## [ASSIGNMENT]
Copy out exactly the line that contains "This screenshot has height=941, width=1673." and all lines following it to the end of the data.

## [Source data]
____
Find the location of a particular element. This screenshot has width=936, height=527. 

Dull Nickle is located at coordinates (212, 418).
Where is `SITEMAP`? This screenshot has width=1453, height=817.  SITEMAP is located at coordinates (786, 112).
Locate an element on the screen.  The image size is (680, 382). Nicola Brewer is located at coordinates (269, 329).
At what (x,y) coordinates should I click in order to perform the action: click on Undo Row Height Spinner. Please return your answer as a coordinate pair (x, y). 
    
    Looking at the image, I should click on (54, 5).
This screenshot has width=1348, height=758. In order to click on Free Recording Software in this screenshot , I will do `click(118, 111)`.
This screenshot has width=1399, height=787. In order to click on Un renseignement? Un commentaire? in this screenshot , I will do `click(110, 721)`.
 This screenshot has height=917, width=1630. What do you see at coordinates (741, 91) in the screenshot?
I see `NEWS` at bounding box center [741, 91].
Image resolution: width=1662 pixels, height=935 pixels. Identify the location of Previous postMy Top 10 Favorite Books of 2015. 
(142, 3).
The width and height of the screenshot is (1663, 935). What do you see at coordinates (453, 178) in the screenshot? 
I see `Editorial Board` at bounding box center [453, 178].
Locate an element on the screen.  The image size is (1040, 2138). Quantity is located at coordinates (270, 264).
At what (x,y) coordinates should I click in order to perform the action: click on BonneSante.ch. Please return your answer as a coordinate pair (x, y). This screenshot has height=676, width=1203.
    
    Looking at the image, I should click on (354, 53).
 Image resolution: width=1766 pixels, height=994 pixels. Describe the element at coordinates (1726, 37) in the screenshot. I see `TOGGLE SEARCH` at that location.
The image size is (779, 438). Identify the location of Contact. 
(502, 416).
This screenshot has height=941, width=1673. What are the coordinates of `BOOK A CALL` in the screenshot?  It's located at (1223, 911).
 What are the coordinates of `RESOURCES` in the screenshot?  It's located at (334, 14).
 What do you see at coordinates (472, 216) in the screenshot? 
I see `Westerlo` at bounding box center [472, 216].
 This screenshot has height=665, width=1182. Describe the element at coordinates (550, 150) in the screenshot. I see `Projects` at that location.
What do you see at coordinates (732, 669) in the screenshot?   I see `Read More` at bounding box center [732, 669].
____
## [YOUR RESPONSE]
This screenshot has height=941, width=1673. What are the coordinates of `BOOK A CALL` in the screenshot?  It's located at (1223, 911).
 What are the coordinates of `RESOURCES` in the screenshot?  It's located at (334, 14).
 What do you see at coordinates (472, 216) in the screenshot? 
I see `Westerlo` at bounding box center [472, 216].
 This screenshot has height=665, width=1182. Describe the element at coordinates (550, 150) in the screenshot. I see `Projects` at that location.
What do you see at coordinates (732, 669) in the screenshot?   I see `Read More` at bounding box center [732, 669].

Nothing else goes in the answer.